Credit Card Calculator
Quick answer
Enter balance, APR, payment (minimum or fixed). Long horizons explode interest—compare to fixed installment alternatives.
For a related estimate, see Apr Calculator.
Explore further: Auto Loan Calculator · Car Loan Calculator
Revolving vs installment
Cards compound on balances that move with spending; installment loans amortize on a fixed schedule.
Explore further: Credit Card Interest Calculator · Credit Card Payoff Calculator
Credit cards revolve: interest accrues on average daily balance, minimums stretch payoff for years. This intent frames minimum-pay traps and the benefit of fixed paydown amounts.
How to use this calculator
- Minimum payment rules: Issuers use formulas—plug actual minimum from statement when possible.
- New purchases: Mixed grace and revolve behaviors change interest—model conservatively.
- Promo APR: 0% windows change payoff—split scenarios if needed.
Real-world examples
- Example: $6k @ 19% paying $200/mo vs minimums—years of difference in payoff (illustrative).
- Sensitivity check: Nudge the rate by about +0.5% and the principal by about −5%. If the payment, break-even, or target amount moves enough to change your decision, you are still on a steep part of the curve where small inputs matter.
Explore further: Debt Avalanche Calculator
What this means
Minimum payments stretch interest costs—fixed paydown amounts change the curve dramatically.
FAQ
Is this a loan commitment?
No. Outputs are educational estimates. Final payments, APR, and fees come from your lender’s disclosures.
How accurate is this calculator?
It applies standard math to the inputs you enter. Real lenders, payroll rules, and rounding can differ—use results for planning and comparison, not as binding quotes.
Why might my result differ from another website?
Different assumptions (APR vs note rate, day-count, tax year, rounding mode, or unit definitions) shift outputs slightly. Align inputs with the same definitions when you compare.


[Task]: Copy out each line of the data that holds the string "dish".

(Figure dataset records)
* * *

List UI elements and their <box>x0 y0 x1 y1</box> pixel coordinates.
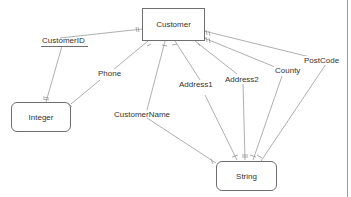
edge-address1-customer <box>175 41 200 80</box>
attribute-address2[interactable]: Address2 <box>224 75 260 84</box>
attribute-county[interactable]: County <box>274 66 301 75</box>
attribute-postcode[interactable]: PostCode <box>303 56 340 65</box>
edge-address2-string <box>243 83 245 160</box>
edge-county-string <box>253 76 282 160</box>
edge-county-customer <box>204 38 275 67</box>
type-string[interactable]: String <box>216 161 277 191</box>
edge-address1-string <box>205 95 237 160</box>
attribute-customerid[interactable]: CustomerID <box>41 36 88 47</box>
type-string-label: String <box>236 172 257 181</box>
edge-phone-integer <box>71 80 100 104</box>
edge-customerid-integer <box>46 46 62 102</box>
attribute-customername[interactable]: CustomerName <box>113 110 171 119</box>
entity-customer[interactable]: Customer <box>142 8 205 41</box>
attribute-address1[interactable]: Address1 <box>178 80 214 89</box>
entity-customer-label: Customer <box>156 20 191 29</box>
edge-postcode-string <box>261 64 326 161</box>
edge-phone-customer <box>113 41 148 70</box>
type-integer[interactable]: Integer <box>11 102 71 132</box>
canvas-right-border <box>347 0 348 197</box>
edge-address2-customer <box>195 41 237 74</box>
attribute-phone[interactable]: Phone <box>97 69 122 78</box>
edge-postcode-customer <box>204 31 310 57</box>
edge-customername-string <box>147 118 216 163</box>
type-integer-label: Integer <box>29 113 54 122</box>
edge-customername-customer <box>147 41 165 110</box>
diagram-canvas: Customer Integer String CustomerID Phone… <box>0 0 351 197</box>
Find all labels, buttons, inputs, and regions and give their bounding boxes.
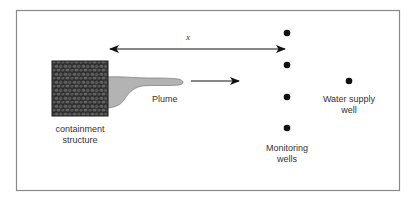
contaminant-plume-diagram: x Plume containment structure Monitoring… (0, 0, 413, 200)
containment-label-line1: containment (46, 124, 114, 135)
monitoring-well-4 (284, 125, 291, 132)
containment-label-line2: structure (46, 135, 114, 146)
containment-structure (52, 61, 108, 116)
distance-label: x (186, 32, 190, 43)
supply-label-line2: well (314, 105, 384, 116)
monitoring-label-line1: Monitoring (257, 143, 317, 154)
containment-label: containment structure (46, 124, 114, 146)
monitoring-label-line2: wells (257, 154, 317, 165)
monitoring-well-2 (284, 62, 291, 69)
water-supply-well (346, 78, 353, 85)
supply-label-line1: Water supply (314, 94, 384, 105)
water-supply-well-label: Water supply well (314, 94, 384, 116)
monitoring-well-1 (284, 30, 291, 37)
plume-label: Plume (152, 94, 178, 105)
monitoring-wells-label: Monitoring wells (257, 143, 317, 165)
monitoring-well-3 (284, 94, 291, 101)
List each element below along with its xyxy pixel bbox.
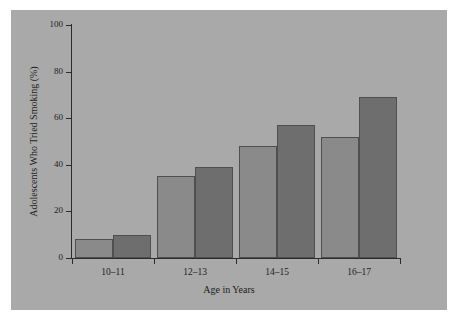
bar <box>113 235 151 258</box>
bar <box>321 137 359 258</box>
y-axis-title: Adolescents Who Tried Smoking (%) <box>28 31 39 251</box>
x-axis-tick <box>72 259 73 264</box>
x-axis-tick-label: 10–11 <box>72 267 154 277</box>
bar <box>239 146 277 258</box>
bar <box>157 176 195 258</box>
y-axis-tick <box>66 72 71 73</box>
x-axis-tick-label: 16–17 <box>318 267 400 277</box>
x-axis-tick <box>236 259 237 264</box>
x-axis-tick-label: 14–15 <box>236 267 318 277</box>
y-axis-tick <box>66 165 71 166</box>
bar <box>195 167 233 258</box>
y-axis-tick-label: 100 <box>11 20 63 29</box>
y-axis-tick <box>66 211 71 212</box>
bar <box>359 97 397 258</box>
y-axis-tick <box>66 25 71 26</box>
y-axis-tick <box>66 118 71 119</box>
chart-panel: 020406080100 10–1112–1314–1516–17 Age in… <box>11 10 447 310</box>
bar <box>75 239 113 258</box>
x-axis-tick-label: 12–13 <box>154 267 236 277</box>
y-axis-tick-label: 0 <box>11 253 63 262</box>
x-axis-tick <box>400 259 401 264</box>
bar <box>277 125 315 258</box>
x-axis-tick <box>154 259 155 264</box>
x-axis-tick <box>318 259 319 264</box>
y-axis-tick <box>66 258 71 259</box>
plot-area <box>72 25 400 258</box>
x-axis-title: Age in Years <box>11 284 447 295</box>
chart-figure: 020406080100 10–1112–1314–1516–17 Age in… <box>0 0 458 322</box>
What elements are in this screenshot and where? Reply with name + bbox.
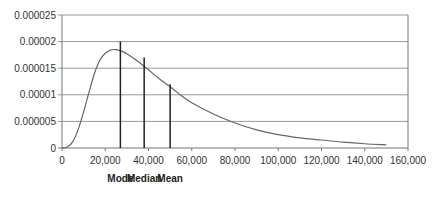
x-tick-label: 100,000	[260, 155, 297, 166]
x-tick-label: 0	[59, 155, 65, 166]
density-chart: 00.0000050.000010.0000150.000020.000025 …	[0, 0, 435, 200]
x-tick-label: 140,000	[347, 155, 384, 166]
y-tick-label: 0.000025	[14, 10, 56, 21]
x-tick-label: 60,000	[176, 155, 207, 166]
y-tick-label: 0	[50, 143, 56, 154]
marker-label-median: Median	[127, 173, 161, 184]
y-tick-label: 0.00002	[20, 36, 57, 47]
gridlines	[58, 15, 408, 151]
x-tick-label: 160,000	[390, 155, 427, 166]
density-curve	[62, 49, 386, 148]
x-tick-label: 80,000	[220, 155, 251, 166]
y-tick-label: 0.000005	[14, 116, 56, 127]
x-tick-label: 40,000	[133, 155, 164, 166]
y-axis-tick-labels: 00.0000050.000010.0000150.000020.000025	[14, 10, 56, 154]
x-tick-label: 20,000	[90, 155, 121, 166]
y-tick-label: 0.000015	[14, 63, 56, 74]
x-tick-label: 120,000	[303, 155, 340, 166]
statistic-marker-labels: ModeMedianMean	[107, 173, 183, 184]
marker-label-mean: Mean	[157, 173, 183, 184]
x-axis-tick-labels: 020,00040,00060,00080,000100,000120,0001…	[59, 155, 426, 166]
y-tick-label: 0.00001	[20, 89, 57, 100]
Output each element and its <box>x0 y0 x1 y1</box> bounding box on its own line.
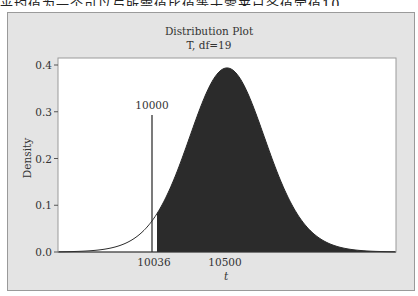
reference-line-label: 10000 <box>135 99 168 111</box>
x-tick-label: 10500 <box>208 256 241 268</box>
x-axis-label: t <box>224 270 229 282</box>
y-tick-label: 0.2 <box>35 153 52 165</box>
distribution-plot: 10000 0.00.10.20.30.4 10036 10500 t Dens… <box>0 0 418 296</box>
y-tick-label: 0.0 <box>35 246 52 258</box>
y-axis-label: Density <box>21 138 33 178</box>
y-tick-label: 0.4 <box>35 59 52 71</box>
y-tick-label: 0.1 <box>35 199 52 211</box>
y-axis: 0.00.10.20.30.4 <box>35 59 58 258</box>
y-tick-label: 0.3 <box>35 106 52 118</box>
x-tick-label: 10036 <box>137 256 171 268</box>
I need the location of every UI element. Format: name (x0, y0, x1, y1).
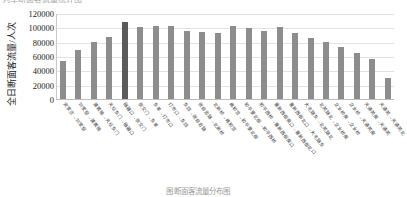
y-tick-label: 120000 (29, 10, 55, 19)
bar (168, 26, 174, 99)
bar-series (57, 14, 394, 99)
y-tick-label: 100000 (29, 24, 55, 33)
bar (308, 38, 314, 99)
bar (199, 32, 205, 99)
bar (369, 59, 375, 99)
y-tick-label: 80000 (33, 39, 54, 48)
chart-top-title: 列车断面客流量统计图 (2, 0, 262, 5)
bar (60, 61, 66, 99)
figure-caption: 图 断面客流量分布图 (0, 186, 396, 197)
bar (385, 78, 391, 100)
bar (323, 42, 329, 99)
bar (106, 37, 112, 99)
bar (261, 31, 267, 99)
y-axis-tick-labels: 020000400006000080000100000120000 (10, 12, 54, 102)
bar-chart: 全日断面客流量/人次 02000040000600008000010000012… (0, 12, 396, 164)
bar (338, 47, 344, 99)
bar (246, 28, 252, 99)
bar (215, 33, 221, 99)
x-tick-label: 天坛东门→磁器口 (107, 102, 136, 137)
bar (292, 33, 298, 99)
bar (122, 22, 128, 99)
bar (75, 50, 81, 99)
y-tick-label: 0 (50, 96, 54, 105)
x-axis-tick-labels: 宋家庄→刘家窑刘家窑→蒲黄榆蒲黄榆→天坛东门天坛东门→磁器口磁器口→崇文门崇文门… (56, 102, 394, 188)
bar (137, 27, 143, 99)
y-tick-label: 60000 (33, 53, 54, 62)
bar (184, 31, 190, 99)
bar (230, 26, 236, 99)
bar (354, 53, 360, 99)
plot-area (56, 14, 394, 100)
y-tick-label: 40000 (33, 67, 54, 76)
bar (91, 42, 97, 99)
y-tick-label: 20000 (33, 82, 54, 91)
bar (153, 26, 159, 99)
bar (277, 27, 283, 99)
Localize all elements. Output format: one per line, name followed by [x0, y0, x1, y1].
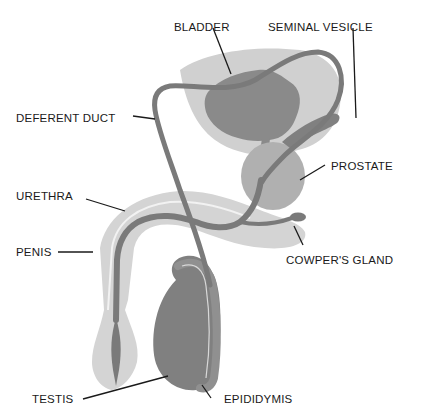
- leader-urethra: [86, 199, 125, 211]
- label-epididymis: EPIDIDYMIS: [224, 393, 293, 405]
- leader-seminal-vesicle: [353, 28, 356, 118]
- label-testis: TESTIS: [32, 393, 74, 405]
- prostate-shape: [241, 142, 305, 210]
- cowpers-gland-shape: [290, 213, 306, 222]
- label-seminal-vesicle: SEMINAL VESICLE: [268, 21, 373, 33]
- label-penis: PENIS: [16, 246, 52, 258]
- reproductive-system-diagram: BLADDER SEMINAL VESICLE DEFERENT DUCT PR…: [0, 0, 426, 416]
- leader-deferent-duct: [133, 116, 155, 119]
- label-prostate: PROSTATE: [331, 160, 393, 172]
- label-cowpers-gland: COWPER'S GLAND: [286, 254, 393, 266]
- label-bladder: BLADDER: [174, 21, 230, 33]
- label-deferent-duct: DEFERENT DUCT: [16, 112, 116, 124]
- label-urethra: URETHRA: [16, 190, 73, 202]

* * *

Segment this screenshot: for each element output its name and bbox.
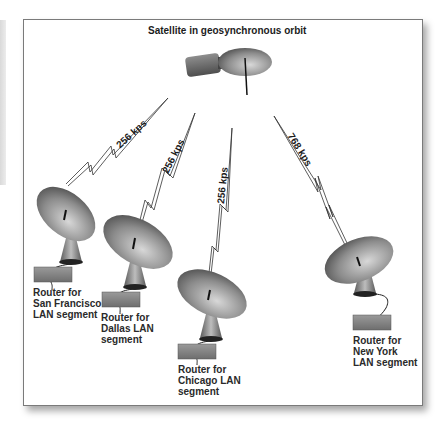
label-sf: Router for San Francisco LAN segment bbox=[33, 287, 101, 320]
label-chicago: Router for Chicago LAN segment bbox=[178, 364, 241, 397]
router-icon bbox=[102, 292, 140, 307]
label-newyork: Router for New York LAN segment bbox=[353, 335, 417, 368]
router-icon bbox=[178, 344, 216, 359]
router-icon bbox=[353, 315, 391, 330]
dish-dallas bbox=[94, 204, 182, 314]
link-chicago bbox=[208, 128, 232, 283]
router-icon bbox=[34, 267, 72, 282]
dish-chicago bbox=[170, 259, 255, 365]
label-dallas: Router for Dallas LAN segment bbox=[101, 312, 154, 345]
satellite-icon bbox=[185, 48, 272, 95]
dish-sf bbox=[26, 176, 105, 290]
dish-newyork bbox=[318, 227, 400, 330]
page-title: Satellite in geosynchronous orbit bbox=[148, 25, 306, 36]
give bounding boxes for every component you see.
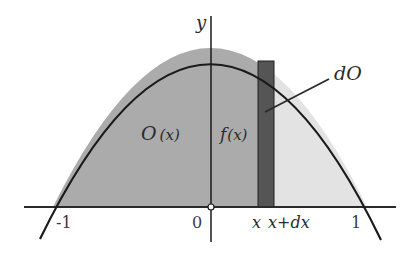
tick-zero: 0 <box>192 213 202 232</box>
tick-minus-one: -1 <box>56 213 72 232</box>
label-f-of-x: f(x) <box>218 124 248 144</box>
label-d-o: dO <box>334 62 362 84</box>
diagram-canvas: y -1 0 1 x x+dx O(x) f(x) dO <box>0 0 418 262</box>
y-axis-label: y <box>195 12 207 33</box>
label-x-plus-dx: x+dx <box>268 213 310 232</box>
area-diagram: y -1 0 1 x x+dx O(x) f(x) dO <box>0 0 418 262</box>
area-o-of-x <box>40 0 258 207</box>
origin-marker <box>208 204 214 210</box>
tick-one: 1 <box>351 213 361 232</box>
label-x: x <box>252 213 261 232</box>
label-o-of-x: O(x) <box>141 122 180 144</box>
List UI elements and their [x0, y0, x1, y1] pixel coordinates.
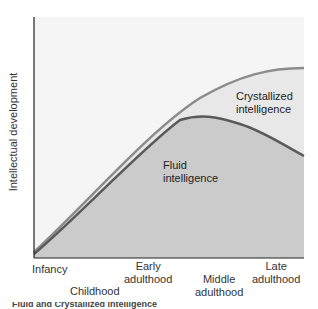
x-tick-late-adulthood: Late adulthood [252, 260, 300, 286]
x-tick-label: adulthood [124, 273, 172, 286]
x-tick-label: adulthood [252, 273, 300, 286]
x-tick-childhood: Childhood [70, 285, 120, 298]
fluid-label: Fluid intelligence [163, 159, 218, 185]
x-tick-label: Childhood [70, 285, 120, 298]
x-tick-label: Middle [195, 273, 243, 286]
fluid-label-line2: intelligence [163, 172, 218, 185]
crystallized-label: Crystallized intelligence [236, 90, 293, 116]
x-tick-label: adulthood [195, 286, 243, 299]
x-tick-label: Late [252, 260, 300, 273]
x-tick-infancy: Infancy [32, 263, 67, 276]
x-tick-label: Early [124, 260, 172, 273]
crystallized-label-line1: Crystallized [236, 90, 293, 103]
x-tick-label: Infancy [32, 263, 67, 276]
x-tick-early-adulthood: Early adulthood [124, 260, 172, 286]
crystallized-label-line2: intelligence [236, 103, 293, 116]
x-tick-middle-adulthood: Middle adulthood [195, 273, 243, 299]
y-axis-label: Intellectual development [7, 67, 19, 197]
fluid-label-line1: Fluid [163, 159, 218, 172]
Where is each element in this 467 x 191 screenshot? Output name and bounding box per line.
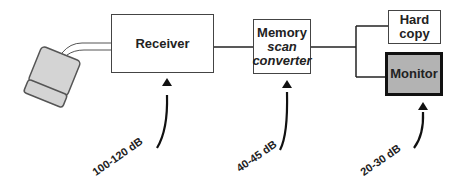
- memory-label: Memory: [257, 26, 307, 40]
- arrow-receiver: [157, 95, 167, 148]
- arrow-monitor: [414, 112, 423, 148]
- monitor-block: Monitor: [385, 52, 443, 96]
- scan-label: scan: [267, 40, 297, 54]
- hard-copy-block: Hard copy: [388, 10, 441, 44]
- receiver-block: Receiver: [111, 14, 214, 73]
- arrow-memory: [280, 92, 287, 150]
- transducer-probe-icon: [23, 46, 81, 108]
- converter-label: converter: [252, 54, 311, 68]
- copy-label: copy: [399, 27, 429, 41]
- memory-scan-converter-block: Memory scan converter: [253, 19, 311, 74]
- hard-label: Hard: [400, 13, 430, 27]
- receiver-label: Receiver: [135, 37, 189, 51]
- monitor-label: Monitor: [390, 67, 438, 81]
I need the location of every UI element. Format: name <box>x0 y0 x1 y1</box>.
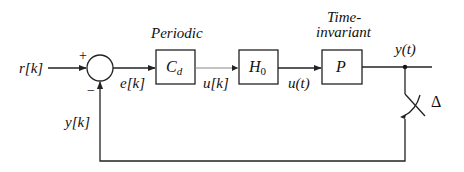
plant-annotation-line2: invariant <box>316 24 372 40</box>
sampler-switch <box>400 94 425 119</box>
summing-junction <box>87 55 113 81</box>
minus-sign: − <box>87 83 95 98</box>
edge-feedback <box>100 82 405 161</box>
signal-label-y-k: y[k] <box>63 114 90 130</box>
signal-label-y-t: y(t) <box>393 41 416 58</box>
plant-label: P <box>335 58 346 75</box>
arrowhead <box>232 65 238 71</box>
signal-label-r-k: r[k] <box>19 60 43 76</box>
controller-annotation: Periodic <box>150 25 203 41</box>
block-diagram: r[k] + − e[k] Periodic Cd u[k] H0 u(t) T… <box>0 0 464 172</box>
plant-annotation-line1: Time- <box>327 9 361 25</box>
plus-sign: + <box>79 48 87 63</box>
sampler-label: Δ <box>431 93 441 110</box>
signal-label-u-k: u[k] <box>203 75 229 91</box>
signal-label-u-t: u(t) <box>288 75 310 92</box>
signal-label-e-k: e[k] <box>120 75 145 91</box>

* * *

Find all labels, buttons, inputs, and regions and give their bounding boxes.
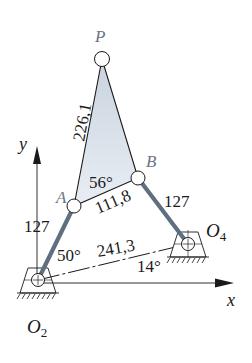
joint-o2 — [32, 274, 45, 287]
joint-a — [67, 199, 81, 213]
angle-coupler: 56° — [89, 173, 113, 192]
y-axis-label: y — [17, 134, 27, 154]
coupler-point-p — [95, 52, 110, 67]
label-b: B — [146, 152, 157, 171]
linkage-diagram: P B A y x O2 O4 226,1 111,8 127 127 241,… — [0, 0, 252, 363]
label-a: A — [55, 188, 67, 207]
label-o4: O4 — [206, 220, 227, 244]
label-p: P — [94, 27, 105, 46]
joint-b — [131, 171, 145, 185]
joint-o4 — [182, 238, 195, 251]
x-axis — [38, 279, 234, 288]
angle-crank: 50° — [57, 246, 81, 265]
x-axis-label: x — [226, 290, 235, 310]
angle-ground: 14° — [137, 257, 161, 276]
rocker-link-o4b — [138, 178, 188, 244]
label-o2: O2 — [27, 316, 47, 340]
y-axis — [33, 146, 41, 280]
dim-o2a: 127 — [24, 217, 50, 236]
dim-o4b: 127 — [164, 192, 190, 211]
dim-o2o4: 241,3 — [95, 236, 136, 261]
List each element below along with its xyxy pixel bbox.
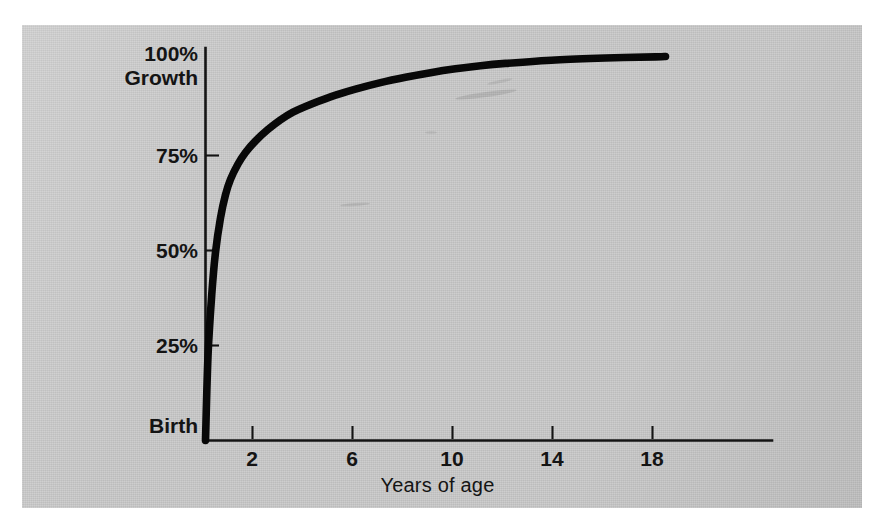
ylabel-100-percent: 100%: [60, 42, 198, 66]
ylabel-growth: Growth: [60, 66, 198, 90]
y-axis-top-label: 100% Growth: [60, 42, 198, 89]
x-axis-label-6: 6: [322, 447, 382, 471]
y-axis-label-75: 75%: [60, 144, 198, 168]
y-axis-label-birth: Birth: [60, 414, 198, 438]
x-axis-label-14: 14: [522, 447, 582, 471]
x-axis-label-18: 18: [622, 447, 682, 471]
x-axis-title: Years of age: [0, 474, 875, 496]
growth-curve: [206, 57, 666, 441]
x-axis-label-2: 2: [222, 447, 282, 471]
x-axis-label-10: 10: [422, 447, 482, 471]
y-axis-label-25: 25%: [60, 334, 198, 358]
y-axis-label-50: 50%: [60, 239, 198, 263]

* * *

[Written response]:
dish-dallas bbox=[94, 204, 182, 314]
dish-chicago bbox=[170, 259, 255, 365]
dish-sf bbox=[26, 176, 105, 290]
dish-newyork bbox=[318, 227, 400, 330]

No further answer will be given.